Glick and Clements have previously voiced concerns about FERC “putting the cart before the horse” by approving work on the pipeline before the developer had obtained all of its required permits from other agencies.

“Those concerns may be heightened when, as here, the permits and authorizations needed to develop the project have been vacated – several times – by the courts,” the opinion stated.

But this case is different, Glick and Clements concluded, for three reasons.

First, the amendment will actually reduce environmental damage. Second, no additional land would have to be taken by eminent domain for the “almost entirely constructed” pipeline.

And thirdly, they wrote, the 4th U.S. Circuit Court of Appeals struck down a permit for the pipeline to pass through the national forest, in part, because the U.S. Forest Service and the Bureau of Land Management did not first consider FERC’s environmental analysis of boring under streams.

It was appropriate to allow the crossings, the opinion stated, “so that BLM can have the benefit of FERC’s analysis to satisfy the court’s remand.”

One week after it struck down the Forest Service permit in January, the Fourth Circuit invalidated a biological opinion from the U.S. Fish and Wildlife Service, which had determined that two endangered species of fish – the Roanoke logperch and the candy darter – would not be jeopardized by running a large pipeline through their habitat.

That decision, in turn, led the U.S. Army Corps of Engineers to delay its decision on Mountain Valley’s latest application for a set of permits needed for the open-cut stream crossings.

The cascading loss of permits led pipeline opponents to call on FERC to issue a stop-work order for the pipeline.

But no construction, except for erosion and sediment control maintenance, is currently underway.

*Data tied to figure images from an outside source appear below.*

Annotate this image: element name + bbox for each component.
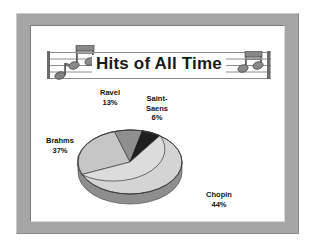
pie-label-brahms-name: Brahms xyxy=(46,136,74,145)
slide-root: Hits of All Time xyxy=(0,0,315,247)
pie-label-chopin-name: Chopin xyxy=(206,190,232,199)
pie-chart: Ravel 13% Saint- Saens 6% Brahms 37% Cho… xyxy=(45,86,273,218)
pie-label-ravel: Ravel 13% xyxy=(89,88,131,107)
pie-label-saint-saens-name-line1: Saint- xyxy=(147,94,168,103)
pie-label-brahms-pct: 37% xyxy=(36,146,84,156)
pie-label-saint-saens-pct: 6% xyxy=(137,113,177,123)
page-title: Hits of All Time xyxy=(92,55,226,73)
pie-label-saint-saens-name-line2: Saens xyxy=(137,104,177,114)
pie-label-ravel-pct: 13% xyxy=(89,98,131,108)
pie-label-ravel-name: Ravel xyxy=(100,88,120,97)
pie-label-chopin-pct: 44% xyxy=(195,200,243,210)
slide-frame-border: Hits of All Time xyxy=(16,13,299,234)
pie-label-brahms: Brahms 37% xyxy=(36,136,84,155)
pie-label-saint-saens: Saint- Saens 6% xyxy=(137,94,177,123)
slide-canvas: Hits of All Time xyxy=(30,25,285,222)
title-banner: Hits of All Time xyxy=(45,42,273,85)
pie-label-chopin: Chopin 44% xyxy=(195,190,243,209)
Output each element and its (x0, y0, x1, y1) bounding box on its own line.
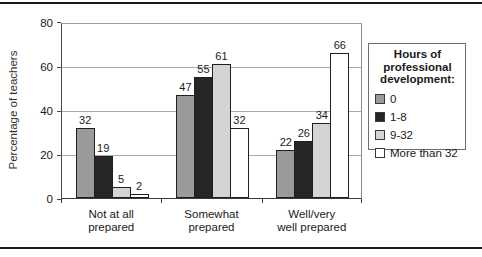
bar-value-label: 66 (323, 40, 357, 51)
bar-More than 32-1 (230, 128, 249, 198)
legend-item-label: 0 (390, 93, 396, 105)
bar-group-1: 47556132 (162, 24, 262, 198)
bar-value-label: 19 (86, 143, 120, 154)
x-tick-mark-0 (61, 199, 62, 203)
y-tick-label-60: 60 (20, 61, 53, 73)
x-tick-mark-3 (361, 199, 362, 203)
bar-group-0: 321952 (62, 24, 162, 198)
y-tick-label-0: 0 (20, 193, 53, 205)
legend-title: Hours of professional development: (375, 48, 460, 86)
bar-value-label: 32 (222, 115, 256, 126)
legend-item-label: 1-8 (390, 111, 407, 123)
bar-0-2 (276, 150, 295, 198)
legend-swatch-icon (375, 148, 385, 158)
x-tick-mark-1 (161, 199, 162, 203)
legend-item-1-8: 1-8 (375, 108, 460, 126)
y-tick-mark-80 (57, 22, 61, 23)
bottom-rule-divider (0, 247, 482, 249)
legend-item-More than 32: More than 32 (375, 144, 460, 162)
bar-1-8-1 (194, 77, 213, 198)
bar-1-8-2 (294, 141, 313, 198)
y-tick-mark-20 (57, 155, 61, 156)
legend-item-label: More than 32 (390, 147, 458, 159)
legend-items: 01-89-32More than 32 (375, 90, 460, 162)
y-tick-label-20: 20 (20, 149, 53, 161)
legend-box: Hours of professional development: 01-89… (368, 43, 466, 150)
plot-area: 3219524755613222263466 (61, 23, 362, 199)
bar-9-32-1 (212, 64, 231, 198)
y-tick-mark-40 (57, 111, 61, 112)
y-tick-label-80: 80 (20, 17, 53, 29)
x-tick-mark-2 (262, 199, 263, 203)
legend-item-0: 0 (375, 90, 460, 108)
legend-swatch-icon (375, 112, 385, 122)
bar-0-0 (76, 128, 95, 198)
category-label-2: Well/very well prepared (262, 208, 362, 234)
category-label-1: Somewhat prepared (161, 208, 261, 234)
bar-More than 32-2 (330, 53, 349, 198)
bar-value-label: 61 (204, 51, 238, 62)
bar-9-32-2 (312, 123, 331, 198)
y-axis-title: Percentage of teachers (7, 30, 19, 190)
category-label-0: Not at all prepared (61, 208, 161, 234)
legend-swatch-icon (375, 130, 385, 140)
legend-item-9-32: 9-32 (375, 126, 460, 144)
bar-More than 32-0 (130, 194, 149, 198)
legend-item-label: 9-32 (390, 129, 413, 141)
figure-container: Percentage of teachers 32195247556132222… (0, 0, 482, 257)
legend-swatch-icon (375, 94, 385, 104)
bar-0-1 (176, 95, 195, 198)
top-rule-divider (0, 2, 482, 4)
bar-value-label: 2 (122, 181, 156, 192)
bar-group-2: 22263466 (263, 24, 363, 198)
y-tick-mark-60 (57, 67, 61, 68)
bar-value-label: 32 (68, 115, 102, 126)
y-tick-label-40: 40 (20, 105, 53, 117)
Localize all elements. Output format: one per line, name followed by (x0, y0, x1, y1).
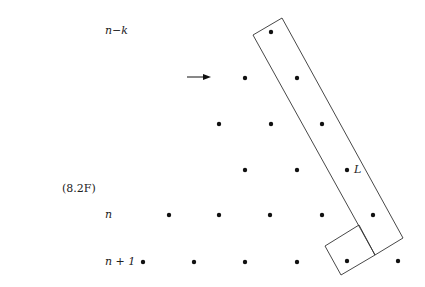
dot (243, 168, 247, 172)
dot (320, 213, 324, 217)
dot (371, 213, 375, 217)
dot (141, 260, 145, 264)
dot (295, 76, 299, 80)
dot (243, 260, 247, 264)
arrow-icon (187, 74, 211, 80)
row-label-n: n (105, 208, 112, 221)
dot (167, 213, 171, 217)
figure-label: (8.2F) (62, 182, 96, 195)
row-label-n-plus-1: n + 1 (105, 255, 135, 268)
small-square (325, 225, 375, 275)
dot (345, 168, 349, 172)
point-label-L: L (353, 163, 361, 176)
dot (243, 76, 247, 80)
dot (396, 259, 400, 263)
dot (217, 213, 221, 217)
dot (268, 213, 272, 217)
dot (269, 30, 273, 34)
dot (269, 122, 273, 126)
dot (217, 122, 221, 126)
row-label-n-minus-k: n−k (105, 24, 128, 37)
dot (295, 168, 299, 172)
dot (295, 260, 299, 264)
dot (320, 122, 324, 126)
dot (345, 259, 349, 263)
diagram-canvas: (8.2F) n−k n n + 1 L (0, 0, 425, 287)
dot (192, 260, 196, 264)
long-rectangle (253, 18, 403, 255)
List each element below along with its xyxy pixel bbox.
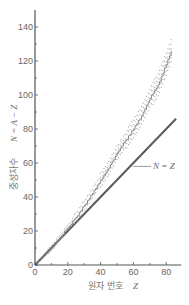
y-tick-label: 100 xyxy=(18,90,33,100)
isotope-dot xyxy=(56,238,57,239)
isotope-dot xyxy=(125,134,126,135)
isotope-dot xyxy=(69,223,70,224)
isotope-dot xyxy=(118,153,119,154)
isotope-dot xyxy=(89,203,90,204)
isotope-dot xyxy=(128,126,129,127)
isotope-dot xyxy=(133,133,134,134)
isotope-dot xyxy=(159,70,160,71)
isotope-dot xyxy=(97,180,98,181)
isotope-dot xyxy=(61,233,62,234)
isotope-dot xyxy=(138,116,139,117)
isotope-dot xyxy=(149,93,150,94)
isotope-dot xyxy=(146,109,147,110)
isotope-dot xyxy=(161,69,162,70)
isotope-dot xyxy=(156,90,157,91)
isotope-dot xyxy=(144,104,145,105)
isotope-dot xyxy=(117,146,118,147)
isotope-dot xyxy=(171,44,172,45)
isotope-dot xyxy=(64,228,65,229)
isotope-dot xyxy=(161,82,162,83)
isotope-dot xyxy=(171,53,172,54)
isotope-dot xyxy=(169,53,170,54)
isotope-dot xyxy=(131,139,132,140)
y-tick-label: 140 xyxy=(18,22,33,32)
isotope-dot xyxy=(171,57,172,58)
isotope-dot xyxy=(154,87,155,88)
isotope-dot xyxy=(154,83,155,84)
isotope-dot xyxy=(136,128,137,129)
isotope-dot xyxy=(138,111,139,112)
isotope-dot xyxy=(144,113,145,114)
isotope-dot xyxy=(102,176,103,177)
isotope-dot xyxy=(158,91,159,92)
isotope-dot xyxy=(107,163,108,164)
isotope-dot xyxy=(107,167,108,168)
isotope-dot xyxy=(117,159,118,160)
x-axis-variable: Z xyxy=(133,281,139,291)
isotope-dot xyxy=(146,96,147,97)
isotope-dot xyxy=(153,86,154,87)
isotope-dot xyxy=(79,207,80,208)
isotope-dot xyxy=(71,226,72,227)
isotope-dot xyxy=(77,211,78,212)
isotope-dot xyxy=(117,150,118,151)
isotope-dot xyxy=(166,75,167,76)
isotope-dot xyxy=(146,100,147,101)
isotope-dot xyxy=(128,140,129,141)
isotope-dot xyxy=(128,144,129,145)
isotope-dot xyxy=(51,250,52,251)
isotope-dot xyxy=(105,166,106,167)
isotope-dot xyxy=(90,199,91,200)
isotope-dot xyxy=(115,153,116,154)
y-axis-variable: N = A − Z xyxy=(9,104,19,143)
isotope-dot xyxy=(103,181,104,182)
y-tick-label: 20 xyxy=(23,226,33,236)
isotope-dot xyxy=(135,121,136,122)
isotope-dot xyxy=(156,77,157,78)
isotope-dot xyxy=(126,148,127,149)
isotope-dot xyxy=(162,61,163,62)
isotope-dot xyxy=(108,170,109,171)
isotope-dot xyxy=(133,137,134,138)
y-axis-title: 중성자수 xyxy=(9,158,19,190)
isotope-dot xyxy=(105,175,106,176)
isotope-dot xyxy=(95,192,96,193)
isotope-dot xyxy=(159,74,160,75)
isotope-dot xyxy=(131,135,132,136)
isotope-dot xyxy=(66,231,67,232)
y-tick-label: 80 xyxy=(23,124,33,134)
isotope-dot xyxy=(53,244,54,245)
isotope-dot xyxy=(100,186,101,187)
isotope-dot xyxy=(159,88,160,89)
isotope-dot xyxy=(103,172,104,173)
isotope-dot xyxy=(57,241,58,242)
isotope-dot xyxy=(123,140,124,141)
isotope-dot xyxy=(77,220,78,221)
isotope-dot xyxy=(120,149,121,150)
isotope-dot xyxy=(159,92,160,93)
isotope-dot xyxy=(102,184,103,185)
isotope-dot xyxy=(113,161,114,162)
isotope-dot xyxy=(107,176,108,177)
isotope-dot xyxy=(162,70,163,71)
isotope-dot xyxy=(171,48,172,49)
isotope-dot xyxy=(54,242,55,243)
isotope-dot xyxy=(153,82,154,83)
isotope-dot xyxy=(48,249,49,250)
isotope-dot xyxy=(162,66,163,67)
isotope-dot xyxy=(79,216,80,217)
isotope-dot xyxy=(143,120,144,121)
isotope-dot xyxy=(146,114,147,115)
isotope-dot xyxy=(115,162,116,163)
isotope-dot xyxy=(156,85,157,86)
isotope-dot xyxy=(136,119,137,120)
isotope-dot xyxy=(85,208,86,209)
isotope-dot xyxy=(82,202,83,203)
isotope-dot xyxy=(72,218,73,219)
isotope-dot xyxy=(164,65,165,66)
isotope-dot xyxy=(67,225,68,226)
isotope-dot xyxy=(139,127,140,128)
isotope-dot xyxy=(95,184,96,185)
isotope-dot xyxy=(74,214,75,215)
isotope-dot xyxy=(162,79,163,80)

And FERC showed little willingness in its order Friday to revisit its past rulings.

In addressing opponents’ arguments that the project is not needed, FERC stood by its 2017 finding of a public market for the 2 billion cubic feet per day of natural gas the pipeline will transport from northern West Virginia to connect with an existing line near the North Carolina line.

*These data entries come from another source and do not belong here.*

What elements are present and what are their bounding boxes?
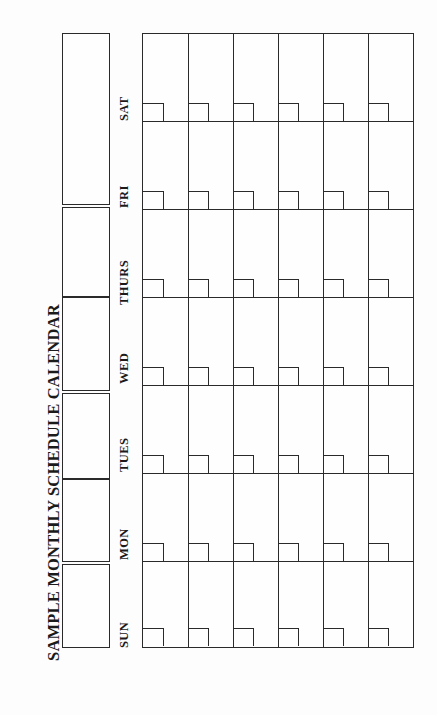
date-box[interactable] — [233, 191, 254, 209]
date-box[interactable] — [323, 628, 344, 646]
date-box[interactable] — [368, 543, 389, 561]
date-box[interactable] — [143, 455, 164, 473]
date-box[interactable] — [233, 367, 254, 385]
date-box[interactable] — [143, 628, 164, 646]
day-label-mon: MON — [118, 536, 131, 560]
date-box[interactable] — [368, 455, 389, 473]
date-box[interactable] — [323, 543, 344, 561]
day-label-sat: SAT — [118, 97, 131, 121]
calendar-grid[interactable] — [142, 33, 414, 648]
date-box[interactable] — [278, 543, 299, 561]
calendar-page: SAMPLE MONTHLY SCHEDULE CALENDAR FAMILY … — [0, 0, 437, 715]
category-box-job-related-lower[interactable] — [62, 297, 110, 391]
day-label-wed: WED — [118, 360, 131, 384]
date-box[interactable] — [143, 367, 164, 385]
date-box[interactable] — [278, 279, 299, 297]
date-box[interactable] — [323, 455, 344, 473]
category-box-personal-lower[interactable] — [62, 479, 110, 562]
date-box[interactable] — [233, 543, 254, 561]
date-box[interactable] — [323, 191, 344, 209]
date-box[interactable] — [188, 628, 209, 646]
date-box[interactable] — [143, 103, 164, 121]
date-box[interactable] — [233, 103, 254, 121]
date-box[interactable] — [323, 367, 344, 385]
date-box[interactable] — [323, 103, 344, 121]
date-box[interactable] — [233, 628, 254, 646]
date-box[interactable] — [368, 367, 389, 385]
date-box[interactable] — [143, 191, 164, 209]
category-box-job-related-upper[interactable] — [62, 207, 110, 297]
date-box[interactable] — [323, 279, 344, 297]
category-box-family[interactable] — [62, 564, 110, 648]
date-box[interactable] — [368, 279, 389, 297]
date-box[interactable] — [278, 455, 299, 473]
date-box[interactable] — [143, 279, 164, 297]
date-box[interactable] — [188, 543, 209, 561]
category-box-misc[interactable] — [62, 33, 110, 205]
date-box[interactable] — [233, 455, 254, 473]
day-label-thurs: THURS — [118, 281, 131, 305]
day-label-sun: SUN — [118, 624, 131, 648]
date-box[interactable] — [188, 367, 209, 385]
date-box[interactable] — [278, 191, 299, 209]
date-box[interactable] — [188, 103, 209, 121]
date-box[interactable] — [278, 367, 299, 385]
category-box-personal-upper[interactable] — [62, 393, 110, 479]
date-box[interactable] — [368, 103, 389, 121]
date-box[interactable] — [278, 628, 299, 646]
date-box[interactable] — [188, 279, 209, 297]
date-box[interactable] — [368, 191, 389, 209]
date-box[interactable] — [278, 103, 299, 121]
date-box[interactable] — [233, 279, 254, 297]
day-label-fri: FRI — [118, 184, 131, 208]
day-label-tues: TUES — [118, 448, 131, 472]
category-box-column — [62, 33, 110, 648]
date-box[interactable] — [143, 543, 164, 561]
date-box[interactable] — [188, 191, 209, 209]
date-box[interactable] — [368, 628, 389, 646]
date-box[interactable] — [188, 455, 209, 473]
day-label-column: SUN MON TUES WED THURS FRI SAT — [118, 33, 142, 648]
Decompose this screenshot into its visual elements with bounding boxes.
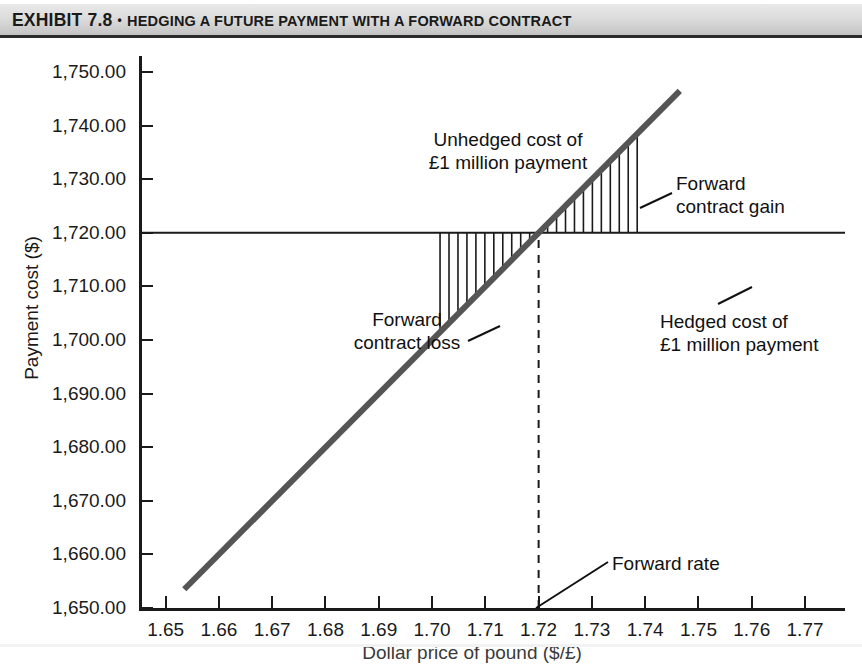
gain-leader-line [640,193,672,208]
annotation-hedged-line2: £1 million payment [660,333,818,356]
annotation-unhedged-cost: Unhedged cost of £1 million payment [392,128,624,174]
annotation-unhedged-line2: £1 million payment [392,151,624,174]
annotation-gain-line2: contract gain [676,195,785,218]
annotation-hedged-cost: Hedged cost of £1 million payment [660,310,818,356]
exhibit-title: EXHIBIT 7.8 • HEDGING A FUTURE PAYMENT W… [12,10,572,31]
annotation-loss-line1: Forward [318,308,496,331]
annotation-forward-rate: Forward rate [612,552,720,575]
annotation-hedged-line1: Hedged cost of [660,310,818,333]
forward-rate-leader-line [536,562,608,608]
exhibit-title-text: HEDGING A FUTURE PAYMENT WITH A FORWARD … [127,13,572,29]
bullet-separator-icon: • [118,13,122,27]
annotation-forward-contract-gain: Forward contract gain [676,172,785,218]
chart-area: 1,650.001,660.001,670.001,680.001,690.00… [0,42,862,647]
annotation-gain-line1: Forward [676,172,785,195]
exhibit-title-bar: EXHIBIT 7.8 • HEDGING A FUTURE PAYMENT W… [0,4,862,38]
annotation-unhedged-line1: Unhedged cost of [392,128,624,151]
annotation-forward-rate-text: Forward rate [612,552,720,575]
annotation-forward-contract-loss: Forward contract loss [318,308,496,354]
exhibit-number: EXHIBIT 7.8 [12,10,112,30]
hedged-leader-line [718,287,752,304]
page-bottom-edge [0,644,862,647]
annotation-loss-line2: contract loss [318,331,496,354]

As for concerns about Mountain Valley’s environmental track record, the commission said state regulators in Virginia and West Virginia have already addressed hundreds of violations of erosion control measures, which allowed muddy runoff to be washed from construction sites.

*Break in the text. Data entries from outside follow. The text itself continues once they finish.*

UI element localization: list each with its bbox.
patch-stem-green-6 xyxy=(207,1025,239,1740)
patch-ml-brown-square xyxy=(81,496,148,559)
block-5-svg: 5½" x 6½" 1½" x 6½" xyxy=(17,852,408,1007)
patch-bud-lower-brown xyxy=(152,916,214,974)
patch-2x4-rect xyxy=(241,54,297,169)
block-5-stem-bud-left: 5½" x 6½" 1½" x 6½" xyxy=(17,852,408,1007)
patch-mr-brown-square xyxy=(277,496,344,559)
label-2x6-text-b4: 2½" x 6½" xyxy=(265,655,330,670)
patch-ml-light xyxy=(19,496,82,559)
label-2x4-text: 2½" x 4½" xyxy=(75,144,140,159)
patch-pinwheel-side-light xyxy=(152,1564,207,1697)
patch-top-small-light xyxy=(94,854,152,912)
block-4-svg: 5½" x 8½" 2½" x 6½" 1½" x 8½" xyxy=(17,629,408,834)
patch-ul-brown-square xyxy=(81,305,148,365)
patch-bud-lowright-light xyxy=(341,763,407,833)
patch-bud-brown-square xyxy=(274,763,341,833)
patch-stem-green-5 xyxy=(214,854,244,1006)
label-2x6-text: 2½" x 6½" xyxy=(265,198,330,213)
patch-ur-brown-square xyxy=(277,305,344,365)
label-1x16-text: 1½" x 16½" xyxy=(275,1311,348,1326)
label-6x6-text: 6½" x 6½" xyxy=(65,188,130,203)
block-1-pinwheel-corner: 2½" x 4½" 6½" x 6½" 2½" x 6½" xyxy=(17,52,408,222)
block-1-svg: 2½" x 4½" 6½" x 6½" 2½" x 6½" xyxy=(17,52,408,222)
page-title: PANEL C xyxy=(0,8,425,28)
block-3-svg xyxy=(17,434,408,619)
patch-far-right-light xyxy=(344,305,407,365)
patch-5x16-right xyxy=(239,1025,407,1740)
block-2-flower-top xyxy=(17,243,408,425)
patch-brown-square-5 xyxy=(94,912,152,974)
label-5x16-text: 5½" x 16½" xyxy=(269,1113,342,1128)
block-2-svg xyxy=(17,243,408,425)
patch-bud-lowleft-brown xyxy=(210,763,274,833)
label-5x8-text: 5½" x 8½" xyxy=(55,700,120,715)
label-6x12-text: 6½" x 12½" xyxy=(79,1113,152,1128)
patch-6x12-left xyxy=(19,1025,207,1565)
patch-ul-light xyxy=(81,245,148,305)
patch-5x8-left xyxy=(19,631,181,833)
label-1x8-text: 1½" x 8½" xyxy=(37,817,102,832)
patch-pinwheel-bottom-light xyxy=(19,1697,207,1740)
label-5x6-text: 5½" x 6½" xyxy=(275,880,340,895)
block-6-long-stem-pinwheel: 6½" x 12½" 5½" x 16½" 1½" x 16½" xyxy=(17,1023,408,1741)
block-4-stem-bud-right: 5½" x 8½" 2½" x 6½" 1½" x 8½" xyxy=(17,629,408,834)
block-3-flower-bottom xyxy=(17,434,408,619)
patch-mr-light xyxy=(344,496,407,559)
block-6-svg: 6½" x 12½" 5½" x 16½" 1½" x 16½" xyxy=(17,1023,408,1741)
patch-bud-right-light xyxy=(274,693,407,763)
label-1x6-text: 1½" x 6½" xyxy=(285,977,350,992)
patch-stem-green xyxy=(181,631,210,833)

“No additional action by the commission is necessary,” the order stated.

Mountain Valley says it has completed more than half of the 1,000-some water body crossings. Plans now call for crews to bore under the Roanoke River as it flows east of Elliston along the Montgomery-Roanoke county line.

FERC’s order applies to 183 water bodies, which would entail crossings at 120 locations.

The authorization contains a number of conditions, including one that states that boring under the streams cannot start until the Army Corps approves the open-cut process for the remaining water bodies. That permitting process has been slowed by the Fourth Circuit’s striking down of the biological opinion from the Fish and Wildlife Service.

Also last week, FERC defended an October 2020 decision to give the company another two years to complete the project. The Sierra Club and other environmental groups are asking the U.S. Court of Appeals for the District of Columbia to reverse that ruling.

Oral arguments were Thursday. A written decision will likely come in the next month or two.

“The evidence is clear – every setback MVP faces, every permit vacated, and every investor shying away from the project confirms what we have believed since the project’s inception: this unnecessary, fracked gas pipeline has no place in our communities,” the Sierra Club said in a statement.

“It’s time MVP sees the writing on the wall and ends this beleaguered project.”